#### [Task description]
From the data that follows, report the number of lines including "AutomationID", and only that number.

#### [Pixel coordinate grounding data]
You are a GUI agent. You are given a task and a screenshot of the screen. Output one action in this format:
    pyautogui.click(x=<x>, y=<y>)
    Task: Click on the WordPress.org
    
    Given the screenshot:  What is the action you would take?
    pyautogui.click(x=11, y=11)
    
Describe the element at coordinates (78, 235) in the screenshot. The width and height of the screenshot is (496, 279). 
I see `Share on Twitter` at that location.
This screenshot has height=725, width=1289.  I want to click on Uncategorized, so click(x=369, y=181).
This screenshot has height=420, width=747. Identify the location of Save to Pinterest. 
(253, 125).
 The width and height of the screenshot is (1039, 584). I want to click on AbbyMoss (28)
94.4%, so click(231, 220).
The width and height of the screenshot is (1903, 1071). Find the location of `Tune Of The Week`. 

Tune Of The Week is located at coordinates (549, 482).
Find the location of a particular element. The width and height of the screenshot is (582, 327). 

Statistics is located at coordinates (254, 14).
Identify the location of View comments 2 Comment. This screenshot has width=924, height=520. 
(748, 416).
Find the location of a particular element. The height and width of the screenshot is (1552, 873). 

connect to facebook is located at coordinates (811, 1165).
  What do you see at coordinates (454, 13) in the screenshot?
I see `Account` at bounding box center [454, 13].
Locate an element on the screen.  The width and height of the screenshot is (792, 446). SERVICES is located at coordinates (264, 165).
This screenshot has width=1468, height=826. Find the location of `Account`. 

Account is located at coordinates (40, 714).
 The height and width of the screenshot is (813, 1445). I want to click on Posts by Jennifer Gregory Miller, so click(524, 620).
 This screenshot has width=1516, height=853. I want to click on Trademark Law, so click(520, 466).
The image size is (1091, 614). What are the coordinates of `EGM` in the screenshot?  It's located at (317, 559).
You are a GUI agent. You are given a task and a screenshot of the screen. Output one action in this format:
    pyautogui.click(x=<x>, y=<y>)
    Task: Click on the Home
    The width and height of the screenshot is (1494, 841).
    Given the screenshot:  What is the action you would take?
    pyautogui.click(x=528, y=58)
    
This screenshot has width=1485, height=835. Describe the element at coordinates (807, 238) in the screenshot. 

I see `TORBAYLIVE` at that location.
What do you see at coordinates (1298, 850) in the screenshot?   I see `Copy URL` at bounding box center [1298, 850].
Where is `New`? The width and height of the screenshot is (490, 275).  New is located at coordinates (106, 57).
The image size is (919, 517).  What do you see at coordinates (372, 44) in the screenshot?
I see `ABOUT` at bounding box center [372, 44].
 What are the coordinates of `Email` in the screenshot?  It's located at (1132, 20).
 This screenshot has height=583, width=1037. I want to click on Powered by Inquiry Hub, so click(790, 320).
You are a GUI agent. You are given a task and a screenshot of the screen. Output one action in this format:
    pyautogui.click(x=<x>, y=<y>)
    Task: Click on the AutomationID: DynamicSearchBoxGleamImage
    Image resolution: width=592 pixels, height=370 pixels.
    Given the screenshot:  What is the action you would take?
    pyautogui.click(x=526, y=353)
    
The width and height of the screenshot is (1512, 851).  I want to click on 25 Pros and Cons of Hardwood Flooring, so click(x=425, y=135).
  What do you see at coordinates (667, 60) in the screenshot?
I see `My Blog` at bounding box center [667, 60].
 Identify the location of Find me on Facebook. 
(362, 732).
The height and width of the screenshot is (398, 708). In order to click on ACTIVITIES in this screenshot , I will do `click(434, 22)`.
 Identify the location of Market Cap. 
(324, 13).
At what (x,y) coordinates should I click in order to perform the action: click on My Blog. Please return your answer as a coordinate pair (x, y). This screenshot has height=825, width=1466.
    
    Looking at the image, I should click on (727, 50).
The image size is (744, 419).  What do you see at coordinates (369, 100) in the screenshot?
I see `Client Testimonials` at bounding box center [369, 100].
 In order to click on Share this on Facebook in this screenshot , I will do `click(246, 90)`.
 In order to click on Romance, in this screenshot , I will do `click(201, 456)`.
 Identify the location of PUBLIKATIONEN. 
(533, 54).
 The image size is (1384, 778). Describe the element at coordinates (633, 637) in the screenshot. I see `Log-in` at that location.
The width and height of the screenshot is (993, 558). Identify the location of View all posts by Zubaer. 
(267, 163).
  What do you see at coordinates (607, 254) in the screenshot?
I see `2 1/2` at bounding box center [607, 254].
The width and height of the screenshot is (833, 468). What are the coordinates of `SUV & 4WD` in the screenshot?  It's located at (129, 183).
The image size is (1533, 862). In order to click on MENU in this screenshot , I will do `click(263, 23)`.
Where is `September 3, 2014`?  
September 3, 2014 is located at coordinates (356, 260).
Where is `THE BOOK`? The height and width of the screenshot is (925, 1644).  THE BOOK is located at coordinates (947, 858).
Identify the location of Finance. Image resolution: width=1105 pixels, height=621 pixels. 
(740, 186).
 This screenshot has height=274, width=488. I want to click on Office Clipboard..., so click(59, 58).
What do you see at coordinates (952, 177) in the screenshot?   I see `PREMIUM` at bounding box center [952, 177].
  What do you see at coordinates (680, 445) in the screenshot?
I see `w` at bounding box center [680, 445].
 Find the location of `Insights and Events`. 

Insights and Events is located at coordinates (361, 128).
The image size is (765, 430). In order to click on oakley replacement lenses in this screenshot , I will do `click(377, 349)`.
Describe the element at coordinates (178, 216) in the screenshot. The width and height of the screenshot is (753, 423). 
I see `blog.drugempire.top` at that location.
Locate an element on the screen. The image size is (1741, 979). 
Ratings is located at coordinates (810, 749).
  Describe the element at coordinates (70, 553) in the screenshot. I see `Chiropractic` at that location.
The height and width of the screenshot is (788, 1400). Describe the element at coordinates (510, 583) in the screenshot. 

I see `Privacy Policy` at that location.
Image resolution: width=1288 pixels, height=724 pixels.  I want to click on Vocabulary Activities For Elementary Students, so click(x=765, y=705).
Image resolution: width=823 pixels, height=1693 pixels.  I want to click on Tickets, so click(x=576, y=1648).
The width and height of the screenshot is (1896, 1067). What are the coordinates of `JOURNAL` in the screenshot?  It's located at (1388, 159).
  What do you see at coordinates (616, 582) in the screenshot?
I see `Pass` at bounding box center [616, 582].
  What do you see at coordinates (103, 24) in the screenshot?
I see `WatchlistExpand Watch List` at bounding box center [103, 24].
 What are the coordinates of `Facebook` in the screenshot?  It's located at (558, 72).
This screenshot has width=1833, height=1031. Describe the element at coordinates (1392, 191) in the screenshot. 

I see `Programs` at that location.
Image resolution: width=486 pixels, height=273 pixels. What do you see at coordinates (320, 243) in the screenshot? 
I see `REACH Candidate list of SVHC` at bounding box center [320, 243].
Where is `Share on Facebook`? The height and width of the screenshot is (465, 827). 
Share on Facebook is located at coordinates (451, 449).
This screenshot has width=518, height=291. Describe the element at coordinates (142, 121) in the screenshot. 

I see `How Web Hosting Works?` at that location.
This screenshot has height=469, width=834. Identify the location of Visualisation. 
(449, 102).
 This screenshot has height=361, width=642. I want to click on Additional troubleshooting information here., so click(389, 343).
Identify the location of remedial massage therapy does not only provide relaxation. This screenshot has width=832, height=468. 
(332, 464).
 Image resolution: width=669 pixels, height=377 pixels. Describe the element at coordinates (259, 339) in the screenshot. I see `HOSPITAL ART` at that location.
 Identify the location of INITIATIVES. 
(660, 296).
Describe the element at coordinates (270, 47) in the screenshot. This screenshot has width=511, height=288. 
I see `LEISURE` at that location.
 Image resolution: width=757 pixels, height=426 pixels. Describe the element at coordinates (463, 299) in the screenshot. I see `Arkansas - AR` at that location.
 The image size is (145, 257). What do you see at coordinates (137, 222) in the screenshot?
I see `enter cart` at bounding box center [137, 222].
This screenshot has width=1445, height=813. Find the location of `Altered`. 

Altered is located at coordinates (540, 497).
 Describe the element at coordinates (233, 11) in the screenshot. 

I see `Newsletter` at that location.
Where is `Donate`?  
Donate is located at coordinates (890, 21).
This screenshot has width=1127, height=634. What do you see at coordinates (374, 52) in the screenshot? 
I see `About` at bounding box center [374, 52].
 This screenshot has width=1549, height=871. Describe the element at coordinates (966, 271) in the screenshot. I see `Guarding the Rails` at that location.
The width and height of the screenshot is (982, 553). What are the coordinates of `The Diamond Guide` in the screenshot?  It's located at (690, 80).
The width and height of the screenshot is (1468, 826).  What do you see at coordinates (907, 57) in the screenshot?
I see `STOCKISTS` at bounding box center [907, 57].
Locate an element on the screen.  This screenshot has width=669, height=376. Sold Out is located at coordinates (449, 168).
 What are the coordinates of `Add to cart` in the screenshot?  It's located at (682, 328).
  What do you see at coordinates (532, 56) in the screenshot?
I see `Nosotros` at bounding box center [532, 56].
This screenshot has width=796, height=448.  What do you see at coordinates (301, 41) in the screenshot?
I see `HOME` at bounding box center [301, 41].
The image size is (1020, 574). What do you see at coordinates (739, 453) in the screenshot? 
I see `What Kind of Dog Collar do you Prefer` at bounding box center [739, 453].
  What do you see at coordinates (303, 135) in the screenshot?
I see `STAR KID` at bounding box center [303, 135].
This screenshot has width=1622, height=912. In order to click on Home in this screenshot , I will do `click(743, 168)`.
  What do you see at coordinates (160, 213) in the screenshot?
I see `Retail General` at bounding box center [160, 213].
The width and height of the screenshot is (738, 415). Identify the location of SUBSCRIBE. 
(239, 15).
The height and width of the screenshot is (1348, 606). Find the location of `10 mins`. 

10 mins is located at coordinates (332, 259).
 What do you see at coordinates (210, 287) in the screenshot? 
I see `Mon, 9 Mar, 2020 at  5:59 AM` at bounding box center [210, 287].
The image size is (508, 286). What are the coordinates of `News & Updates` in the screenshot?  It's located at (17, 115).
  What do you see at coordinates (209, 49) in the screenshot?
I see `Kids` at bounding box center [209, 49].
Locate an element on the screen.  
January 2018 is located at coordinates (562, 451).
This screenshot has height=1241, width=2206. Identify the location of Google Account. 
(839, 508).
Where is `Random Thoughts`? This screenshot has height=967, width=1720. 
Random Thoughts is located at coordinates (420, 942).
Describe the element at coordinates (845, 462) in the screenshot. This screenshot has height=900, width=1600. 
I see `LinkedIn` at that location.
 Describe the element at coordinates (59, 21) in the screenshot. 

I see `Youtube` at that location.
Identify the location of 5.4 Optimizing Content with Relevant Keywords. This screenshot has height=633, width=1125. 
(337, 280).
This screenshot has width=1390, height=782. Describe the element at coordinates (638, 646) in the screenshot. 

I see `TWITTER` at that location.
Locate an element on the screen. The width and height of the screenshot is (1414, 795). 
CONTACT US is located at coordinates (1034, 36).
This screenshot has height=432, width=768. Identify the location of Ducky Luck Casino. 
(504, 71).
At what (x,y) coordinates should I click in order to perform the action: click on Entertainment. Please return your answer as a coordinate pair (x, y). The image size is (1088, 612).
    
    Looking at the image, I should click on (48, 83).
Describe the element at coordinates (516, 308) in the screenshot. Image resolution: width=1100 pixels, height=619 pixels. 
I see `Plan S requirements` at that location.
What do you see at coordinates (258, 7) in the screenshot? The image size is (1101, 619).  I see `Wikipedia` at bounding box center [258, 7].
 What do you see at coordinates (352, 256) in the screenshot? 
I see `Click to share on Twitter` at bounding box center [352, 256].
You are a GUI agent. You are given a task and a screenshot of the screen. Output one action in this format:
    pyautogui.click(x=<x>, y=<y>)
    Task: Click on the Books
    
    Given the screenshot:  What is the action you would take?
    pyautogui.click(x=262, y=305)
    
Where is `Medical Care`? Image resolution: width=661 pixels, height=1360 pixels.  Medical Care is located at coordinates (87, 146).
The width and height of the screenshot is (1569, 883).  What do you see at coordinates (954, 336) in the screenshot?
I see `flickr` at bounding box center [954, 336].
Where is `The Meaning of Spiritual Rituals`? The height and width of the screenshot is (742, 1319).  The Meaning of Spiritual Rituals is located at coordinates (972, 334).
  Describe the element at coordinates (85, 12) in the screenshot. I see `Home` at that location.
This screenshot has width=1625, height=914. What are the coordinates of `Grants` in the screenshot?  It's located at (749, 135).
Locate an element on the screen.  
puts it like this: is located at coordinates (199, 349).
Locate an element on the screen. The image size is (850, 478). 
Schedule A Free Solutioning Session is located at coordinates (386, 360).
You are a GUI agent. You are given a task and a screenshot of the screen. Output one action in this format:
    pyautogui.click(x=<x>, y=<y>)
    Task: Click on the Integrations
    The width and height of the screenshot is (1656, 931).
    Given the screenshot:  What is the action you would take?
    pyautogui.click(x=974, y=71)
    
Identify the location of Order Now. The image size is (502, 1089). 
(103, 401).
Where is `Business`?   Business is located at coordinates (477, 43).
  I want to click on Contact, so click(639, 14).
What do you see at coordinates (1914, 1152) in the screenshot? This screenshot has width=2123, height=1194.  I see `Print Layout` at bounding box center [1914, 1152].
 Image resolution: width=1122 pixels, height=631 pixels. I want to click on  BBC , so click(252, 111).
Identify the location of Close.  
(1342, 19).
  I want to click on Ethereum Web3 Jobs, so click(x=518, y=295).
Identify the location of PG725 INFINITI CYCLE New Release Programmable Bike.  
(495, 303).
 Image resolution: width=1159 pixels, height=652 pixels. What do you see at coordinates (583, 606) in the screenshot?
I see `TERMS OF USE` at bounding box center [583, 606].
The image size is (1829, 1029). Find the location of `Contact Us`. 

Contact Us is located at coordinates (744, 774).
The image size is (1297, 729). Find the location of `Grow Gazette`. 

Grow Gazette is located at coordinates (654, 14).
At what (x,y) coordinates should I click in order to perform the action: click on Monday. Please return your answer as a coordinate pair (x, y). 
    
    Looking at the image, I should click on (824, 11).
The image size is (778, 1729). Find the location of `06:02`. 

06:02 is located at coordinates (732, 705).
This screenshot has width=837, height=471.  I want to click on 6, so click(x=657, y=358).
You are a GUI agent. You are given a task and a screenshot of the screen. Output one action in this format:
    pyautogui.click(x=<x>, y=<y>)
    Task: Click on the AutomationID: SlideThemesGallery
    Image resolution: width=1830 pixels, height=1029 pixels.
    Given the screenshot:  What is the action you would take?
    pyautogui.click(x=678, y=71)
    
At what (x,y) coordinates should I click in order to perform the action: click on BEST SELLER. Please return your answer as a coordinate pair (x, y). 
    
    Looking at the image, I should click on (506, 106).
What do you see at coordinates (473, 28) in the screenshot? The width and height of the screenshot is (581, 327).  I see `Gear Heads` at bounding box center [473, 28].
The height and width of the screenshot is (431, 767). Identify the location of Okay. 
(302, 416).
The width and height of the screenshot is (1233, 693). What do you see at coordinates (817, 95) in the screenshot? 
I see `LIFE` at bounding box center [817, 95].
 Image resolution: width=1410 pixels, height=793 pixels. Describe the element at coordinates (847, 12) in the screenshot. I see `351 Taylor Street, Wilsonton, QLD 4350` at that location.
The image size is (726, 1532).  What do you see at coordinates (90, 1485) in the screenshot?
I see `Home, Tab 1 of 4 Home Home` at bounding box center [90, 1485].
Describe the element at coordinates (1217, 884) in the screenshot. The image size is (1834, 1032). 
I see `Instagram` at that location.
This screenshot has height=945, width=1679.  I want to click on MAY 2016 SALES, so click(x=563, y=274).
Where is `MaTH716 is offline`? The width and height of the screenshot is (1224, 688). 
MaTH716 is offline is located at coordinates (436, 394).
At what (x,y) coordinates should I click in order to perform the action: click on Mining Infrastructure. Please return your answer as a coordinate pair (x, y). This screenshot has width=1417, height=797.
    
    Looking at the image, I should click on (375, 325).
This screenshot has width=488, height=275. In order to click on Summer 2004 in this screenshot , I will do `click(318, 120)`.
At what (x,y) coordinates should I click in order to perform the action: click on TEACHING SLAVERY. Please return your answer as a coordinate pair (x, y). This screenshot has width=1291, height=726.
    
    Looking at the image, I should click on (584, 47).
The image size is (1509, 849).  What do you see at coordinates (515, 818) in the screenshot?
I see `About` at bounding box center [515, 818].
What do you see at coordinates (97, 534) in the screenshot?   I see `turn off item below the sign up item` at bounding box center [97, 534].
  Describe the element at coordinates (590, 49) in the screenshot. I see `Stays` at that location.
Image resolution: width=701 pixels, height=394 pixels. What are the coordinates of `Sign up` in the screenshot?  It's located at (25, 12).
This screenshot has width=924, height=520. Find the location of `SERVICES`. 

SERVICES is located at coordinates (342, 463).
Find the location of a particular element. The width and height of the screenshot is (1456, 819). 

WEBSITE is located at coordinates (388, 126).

#### [Completed task]
2